What is misery of my own making?

And.

Most importantly.

What am I willing to do about it?

No Strings Attached

The other morning I woke up decidedly on the wrong side of the bed, and it went downhill from there. My feelings became the filter through which I saw, heard, and interpreted everything and everyone, and it wasn’t pretty. I felt like a marionette. You know. One of those puppets with strings attached to different parts of the body, including, at least in my case, my mouth. Like The Lonely Goatherd in The Sound of Music, I was at the mercy of the circumstances and emotions pulling on my strings.

Control, it seemed, was out of my hands. Or was it?

What if instead of a marionette I could be more like a hand puppet? Like Daniel Tiger, X the Owl, or Lady Elaine Fairchilde in Mr. Roger’s Neighborhood, it could be my hand in charge. A hand puppet isn’t pulled about by external forces. Guidance comes from within.

As a 4 on the Enneagram, emotions are my thing. There isn’t an emotion I haven’t experienced, and the ones that a lot of people work hard to avoid come easily to me. Because big emotions don’t scare me, I can be the calm in the midst of your storm. A quiet, safe place to show up with your grief and sadness, anger and fear, I won’t try to talk you out of how you feel.

As it turns out, being a feeling kind of girl is my gift.

It’s also my curse

Because I tend to lead with my heart, I can easily turn over the controls to my feelings and react accordingly. With, as you might imagine, very mixed results. I’ve been practicing not letting my feelings run the show. Catching myself before losing myself to the emotions of the moment, and that practice is paying off. But this puppet metaphor feels next level. There are no strings attached to those emotions, other than the ones I attach myself.


What A Mess

We’re all a mess. Some of us may be better at hiding it than others, but trust me on this one, even the most buttoned up of us is a mess. Some days we’re a little less of a mess, and on others, a full-blown, all out, will-I-ever-get-my-shit-together mess.

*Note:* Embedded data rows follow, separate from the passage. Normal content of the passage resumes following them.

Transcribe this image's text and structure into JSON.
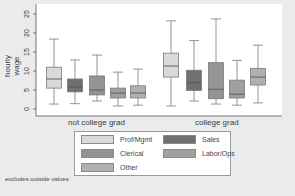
{
  "chart_data": {
    "type": "boxplot",
    "title": "",
    "ylabel": "hourly wage",
    "xlabel": "",
    "ylim": [
      0,
      27
    ],
    "yticks": [
      0,
      5,
      10,
      15,
      20,
      25
    ],
    "ytick_labels": [
      "0",
      "5",
      "10",
      "15",
      "20",
      "25"
    ],
    "grid": false,
    "categories": [
      "not college grad",
      "college grad"
    ],
    "series": [
      {
        "name": "Prof/Mgmt",
        "color": "#d9d9d9",
        "values": [
          {
            "whisker_low": 1.3,
            "q1": 5.5,
            "median": 7.9,
            "q3": 11.0,
            "whisker_high": 18.4
          },
          {
            "whisker_low": 0.8,
            "q1": 8.4,
            "median": 11.3,
            "q3": 14.7,
            "whisker_high": 23.2
          }
        ]
      },
      {
        "name": "Sales",
        "color": "#707070",
        "values": [
          {
            "whisker_low": 1.4,
            "q1": 4.5,
            "median": 5.8,
            "q3": 7.9,
            "whisker_high": 12.9
          },
          {
            "whisker_low": 2.1,
            "q1": 4.9,
            "median": 6.9,
            "q3": 10.2,
            "whisker_high": 18.0
          }
        ]
      },
      {
        "name": "Clerical",
        "color": "#949494",
        "values": [
          {
            "whisker_low": 2.1,
            "q1": 3.7,
            "median": 5.0,
            "q3": 8.7,
            "whisker_high": 14.2
          },
          {
            "whisker_low": 1.3,
            "q1": 2.7,
            "median": 5.2,
            "q3": 12.2,
            "whisker_high": 23.7
          }
        ]
      },
      {
        "name": "Labor/Ops",
        "color": "#a0a0a0",
        "values": [
          {
            "whisker_low": 0.8,
            "q1": 2.9,
            "median": 4.2,
            "q3": 5.5,
            "whisker_high": 9.7
          },
          {
            "whisker_low": 1.0,
            "q1": 2.9,
            "median": 3.9,
            "q3": 7.6,
            "whisker_high": 12.8
          }
        ]
      },
      {
        "name": "Other",
        "color": "#b0b0b0",
        "values": [
          {
            "whisker_low": 1.0,
            "q1": 2.9,
            "median": 4.2,
            "q3": 6.1,
            "whisker_high": 10.5
          },
          {
            "whisker_low": 1.6,
            "q1": 6.3,
            "median": 8.4,
            "q3": 10.7,
            "whisker_high": 16.8
          }
        ]
      }
    ],
    "legend": {
      "position": "bottom",
      "entries": [
        "Prof/Mgmt",
        "Sales",
        "Clerical",
        "Labor/Ops",
        "Other"
      ]
    },
    "note": "excludes outside values"
  }
}
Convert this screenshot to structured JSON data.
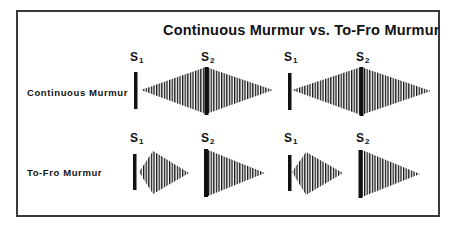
{
  "figure": {
    "title": "Continuous Murmur vs. To-Fro Murmur",
    "rows": [
      {
        "label": "Continuous Murmur",
        "cycles": [
          {
            "s1": {
              "base": "S",
              "sub": "1"
            },
            "s2": {
              "base": "S",
              "sub": "2"
            },
            "shape": "crescendo-decrescendo peaking at S2, spanning systole and diastole"
          },
          {
            "s1": {
              "base": "S",
              "sub": "1"
            },
            "s2": {
              "base": "S",
              "sub": "2"
            },
            "shape": "crescendo-decrescendo peaking at S2, spanning systole and diastole"
          }
        ]
      },
      {
        "label": "To-Fro Murmur",
        "cycles": [
          {
            "s1": {
              "base": "S",
              "sub": "1"
            },
            "s2": {
              "base": "S",
              "sub": "2"
            },
            "shape": "systolic diamond after S1, separate decrescendo diastolic murmur after S2"
          },
          {
            "s1": {
              "base": "S",
              "sub": "1"
            },
            "s2": {
              "base": "S",
              "sub": "2"
            },
            "shape": "systolic diamond after S1, separate decrescendo diastolic murmur after S2"
          }
        ]
      }
    ]
  },
  "colors": {
    "ink": "#111111",
    "frame": "#3a3a3a",
    "background": "#ffffff"
  }
}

So let’s get over it. We’re a mess. So be it.

Being a mess is hard enough as it is without making things even worse by wishing I was, it/we/they/life/things were different.

So let’s get over it. We’re a mess. So be it.

What we need, more than anything, is to be able to be a mess without someone try to fix us, coax us out of it, convince us that we’re not, or point out the silver lining.

So let’s get over it. We’re a mess. So be it.

I’m not saying that we should wallow in it, hang on to it, or blame someone else for it. But let’s not pretend that we’re not a mess when we actually are. Come to think of it, we shouldn’t be too surprised at the messiness of it all. I mean, it started out that way when we were born, what with the labor pains, pushing, gushing, bloody, gooey mess and all. We forget that before the doctor or midwife or nurse or whoever wrapped us up in a clean blanket and put a cute little beanie on our pointy little head, we were a slippery little mess. A miraculous one to be sure, but a mess nonetheless. In other words, life is messy. Always has been, always will be. So maybe, just maybe, to be a mess is simply another way of saying that we are alive.

So let’s get over it. We’re a mess. So be it.